The CROWN Act, which stands for “Creating a Respectful and Open World for Natural Hair,” went into effect in the city of Columbus on January 16, 2021. Columbus business owners should be aware of its requirements and update their policies as necessary to ensure compliance.

What is the CROWN Act?

The CROWN Act is a law that prohibits “race-based hair discrimination” in employment and education. Although Ohio has not passed a statewide version of the CROWN Act, Newburg Heights, Akron, Columbus, and Cincinnati have all passed the Act at the city level. Many other states and cities have also passed similar legislation across the country.

The CROWN Act updated the Columbus City Code to expand the meaning of “race” to include traits that are historically associated with race, such as hair textures and protective and cultural hairstyles, which consist of:

  • Braids

  • Locs

  • Cornrows

  • Bantu knots

  • Afros

  • Twists

The Act protects these hairstyles regardless of whether hair extensions, treatments, hair ornaments, beads, or head wraps are used.

What Changes Should Employers Make?

The first thing employers should do to comply with the CROWN Act is to conduct a thorough review of their employee appearance policies.
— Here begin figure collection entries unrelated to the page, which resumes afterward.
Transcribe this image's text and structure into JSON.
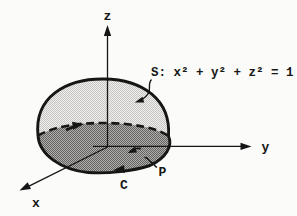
{
  "figure": {
    "kind": "hemisphere-surface-diagram",
    "surface_equation": "S: x² + y² + z² = 1",
    "axes": {
      "x": "x",
      "y": "y",
      "z": "z"
    },
    "curve_label": "C",
    "point_label": "P",
    "colors": {
      "background": "#fbfbf9",
      "ink": "#161616",
      "dome_light_a": "#f0efed",
      "dome_light_b": "#c6c5c2",
      "band_dark_a": "#b0afac",
      "band_dark_b": "#636260"
    }
  }
}
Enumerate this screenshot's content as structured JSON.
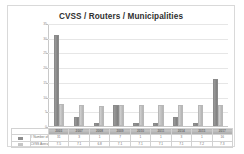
{
  "chart_data": {
    "type": "bar",
    "title": "CVSS / Routers / Municipalities",
    "xlabel": "",
    "ylabel": "",
    "ylim": [
      0,
      35
    ],
    "yticks": [
      0,
      5,
      10,
      15,
      20,
      25,
      30,
      35
    ],
    "grid": true,
    "legend_position": "table",
    "categories": [
      "2003",
      "2007",
      "2008",
      "2009",
      "2010",
      "2011",
      "2014",
      "2015",
      "2017"
    ],
    "series": [
      {
        "name": "# Number of Municipalities",
        "values": [
          31,
          3,
          1,
          7,
          1,
          1,
          3,
          1,
          16
        ]
      },
      {
        "name": "CVSS Average",
        "values": [
          7.5,
          7.1,
          6.8,
          7.1,
          7.1,
          7.1,
          7.1,
          7.2,
          7.3
        ]
      }
    ],
    "series_colors": [
      "#8e8e8e",
      "#c6c6c6"
    ]
  },
  "chart": {
    "title": "CVSS / Routers / Municipalities"
  },
  "table": {
    "rows": [
      {
        "label": "# Number of Municipalities",
        "swatch": "sw-count",
        "values": [
          "31",
          "3",
          "1",
          "7",
          "1",
          "1",
          "3",
          "1",
          "16"
        ]
      },
      {
        "label": "CVSS Average",
        "swatch": "sw-avg",
        "values": [
          "7.5",
          "7.1",
          "6.8",
          "7.1",
          "7.1",
          "7.1",
          "7.1",
          "7.2",
          "7.3"
        ]
      }
    ]
  }
}
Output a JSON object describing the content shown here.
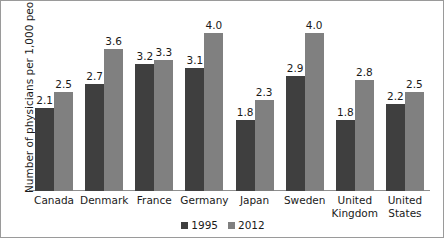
{
  "chart_data": {
    "type": "bar",
    "title": "",
    "xlabel": "",
    "ylabel": "Number of physicians per 1,000 people",
    "ylim": [
      0,
      4.6
    ],
    "grid": false,
    "legend_position": "bottom",
    "categories": [
      "Canada",
      "Denmark",
      "France",
      "Germany",
      "Japan",
      "Sweden",
      "United Kingdom",
      "United States"
    ],
    "series": [
      {
        "name": "1995",
        "color": "#3f3f3f",
        "values": [
          2.1,
          2.7,
          3.2,
          3.1,
          1.8,
          2.9,
          1.8,
          2.2
        ],
        "labels": [
          "2.1",
          "2.7",
          "3.2",
          "3.1",
          "1.8",
          "2.9",
          "1.8",
          "2.2"
        ]
      },
      {
        "name": "2012",
        "color": "#808080",
        "values": [
          2.5,
          3.6,
          3.3,
          4.0,
          2.3,
          4.0,
          2.8,
          2.5
        ],
        "labels": [
          "2.5",
          "3.6",
          "3.3",
          "4.0",
          "2.3",
          "4.0",
          "2.8",
          "2.5"
        ]
      }
    ]
  },
  "legend": {
    "items": [
      {
        "label": "1995",
        "color": "#3f3f3f"
      },
      {
        "label": "2012",
        "color": "#808080"
      }
    ]
  },
  "axis": {
    "y_title": "Number of physicians per 1,000 people"
  }
}
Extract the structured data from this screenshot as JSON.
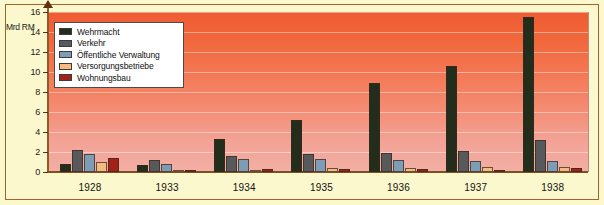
{
  "chart_data": {
    "type": "bar",
    "title": "",
    "xlabel": "",
    "ylabel": "Mrd RM",
    "unit_label": "Mrd RM",
    "ylim": [
      0,
      16
    ],
    "ytick_labels": [
      "0",
      "2",
      "4",
      "6",
      "8",
      "10",
      "12",
      "14",
      "16"
    ],
    "ytick_values": [
      0,
      2,
      4,
      6,
      8,
      10,
      12,
      14,
      16
    ],
    "grid": true,
    "grid_orientation": "horizontal",
    "legend_position": "top-left",
    "categories": [
      "1928",
      "1933",
      "1934",
      "1935",
      "1936",
      "1937",
      "1938"
    ],
    "series": [
      {
        "name": "Wehrmacht",
        "color": "#232d1c",
        "values": [
          0.8,
          0.7,
          3.3,
          5.2,
          8.9,
          10.6,
          15.5
        ]
      },
      {
        "name": "Verkehr",
        "color": "#58595b",
        "values": [
          2.2,
          1.2,
          1.6,
          1.8,
          1.9,
          2.1,
          3.2
        ]
      },
      {
        "name": "Öffentliche Verwaltung",
        "color": "#7d9cb5",
        "values": [
          1.8,
          0.8,
          1.3,
          1.3,
          1.2,
          1.1,
          1.1
        ]
      },
      {
        "name": "Versorgungsbetriebe",
        "color": "#f5bb7e",
        "values": [
          1.0,
          0.2,
          0.2,
          0.4,
          0.45,
          0.5,
          0.5
        ]
      },
      {
        "name": "Wohnungsbau",
        "color": "#a32218",
        "values": [
          1.4,
          0.25,
          0.3,
          0.3,
          0.3,
          0.25,
          0.4
        ]
      }
    ]
  },
  "colors": {
    "background": "#fbf8cd",
    "border": "#a4622c",
    "plot_top": "#ef5b32",
    "plot_bottom": "#f2afa4",
    "axis": "#7d4f22",
    "legend_background": "#ffffff",
    "legend_border": "#4a4a4a"
  }
}
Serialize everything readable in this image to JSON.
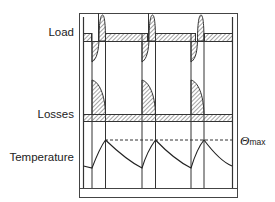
{
  "labels": {
    "load": "Load",
    "losses": "Losses",
    "temperature": "Temperature",
    "theta_symbol": "Θ",
    "theta_subscript": "max"
  },
  "diagram": {
    "cycles": 3,
    "colors": {
      "line": "#333333",
      "hatch": "#555555",
      "background": "#ffffff"
    }
  }
}
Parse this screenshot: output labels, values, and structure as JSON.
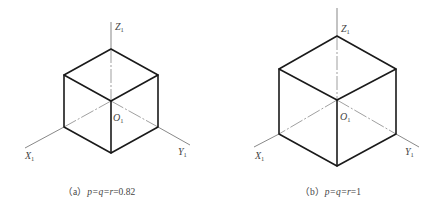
{
  "figures": [
    {
      "id": "a",
      "caption": {
        "prefix": "（a）",
        "formula": "p=q=r",
        "value": "=0.82"
      },
      "axes": {
        "z": "Z",
        "x": "X",
        "y": "Y",
        "origin": "O",
        "subscript": "1"
      }
    },
    {
      "id": "b",
      "caption": {
        "prefix": "（b）",
        "formula": "p=q=r",
        "value": "=1"
      },
      "axes": {
        "z": "Z",
        "x": "X",
        "y": "Y",
        "origin": "O",
        "subscript": "1"
      }
    }
  ],
  "colors": {
    "edge": "#1a1a1a",
    "axis": "#555555",
    "text": "#444444",
    "background": "#ffffff"
  }
}
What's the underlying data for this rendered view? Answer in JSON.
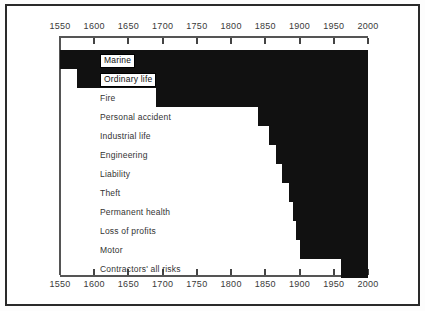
{
  "chart_data": {
    "type": "bar",
    "orientation": "horizontal",
    "title": "",
    "subtitle": "",
    "xlabel": "",
    "ylabel": "",
    "xlim": [
      1550,
      2000
    ],
    "grid": false,
    "legend": false,
    "axis_positions": [
      "top",
      "bottom"
    ],
    "bar_color": "#111111",
    "tick_labels": [
      "1550",
      "1600",
      "1650",
      "1700",
      "1750",
      "1800",
      "1850",
      "1900",
      "1950",
      "2000"
    ],
    "tick_values": [
      1550,
      1600,
      1650,
      1700,
      1750,
      1800,
      1850,
      1900,
      1950,
      2000
    ],
    "categories": [
      "Marine",
      "Ordinary life",
      "Fire",
      "Personal accident",
      "Industrial life",
      "Engineering",
      "Liability",
      "Theft",
      "Permanent health",
      "Loss of profits",
      "Motor",
      "Contractors' all risks"
    ],
    "series": [
      {
        "name": "Period of operation",
        "start_values": [
          1550,
          1575,
          1690,
          1840,
          1855,
          1865,
          1875,
          1885,
          1890,
          1895,
          1900,
          1960
        ],
        "end_values": [
          2000,
          2000,
          2000,
          2000,
          2000,
          2000,
          2000,
          2000,
          2000,
          2000,
          2000,
          2000
        ]
      }
    ],
    "label_styles": [
      "boxed",
      "boxed",
      "plain",
      "plain",
      "plain",
      "plain",
      "plain",
      "plain",
      "plain",
      "plain",
      "plain",
      "plain"
    ]
  }
}
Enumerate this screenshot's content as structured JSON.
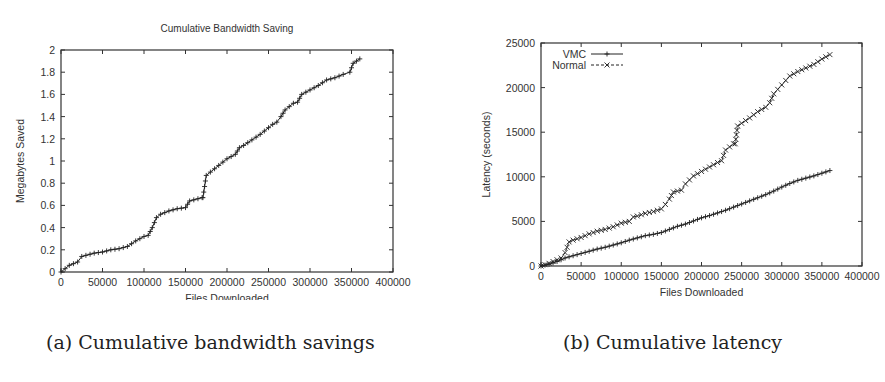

Clearly, any explicit prohibition of the protected hairstyles must be removed. 

Employers should also take this opportunity to ensure that their appearance, dress, and grooming policies are racially neutral, both in the language and in the execution. These policies should focus on maintaining professional dress and cleanliness standards and ideally provide some level of flexibility. A policy that appears neutral on its face may still be discriminatory if it has a disproportionate affect, or “disparate impact,” on people of color, when executed as designed. 

Neutral policies can also result in discrimination when they are enforced unequally. Employers should take steps to ensure appearance policies are applied equally to employees of all races. Managers should receive training on how to enforce policies in a fair and consistent manner for all employees. Managers must also ensure appropriate and tactful communication when addressing dress code and professional appearance policies with employees. 

It is recommended that employers implement an annual discrimination and harassment training for managers and employees that includes the topic of implicit bias and provides guidance to prevent implicit biases from influencing policy enforcement and corrective action.  

Hair-based discrimination laws such as the CROWN Act are gaining traction across the country, but it’s important to remember that these laws essentially merely clarify that discrimination because of race prohibited by Title VII of the Civil Rights Act of 1964 and equivalent state laws includes race-based hair discrimination. Employers should review their policies and practices to ensure that they do not discriminate against any protected class group of individuals as drafted or in the execution.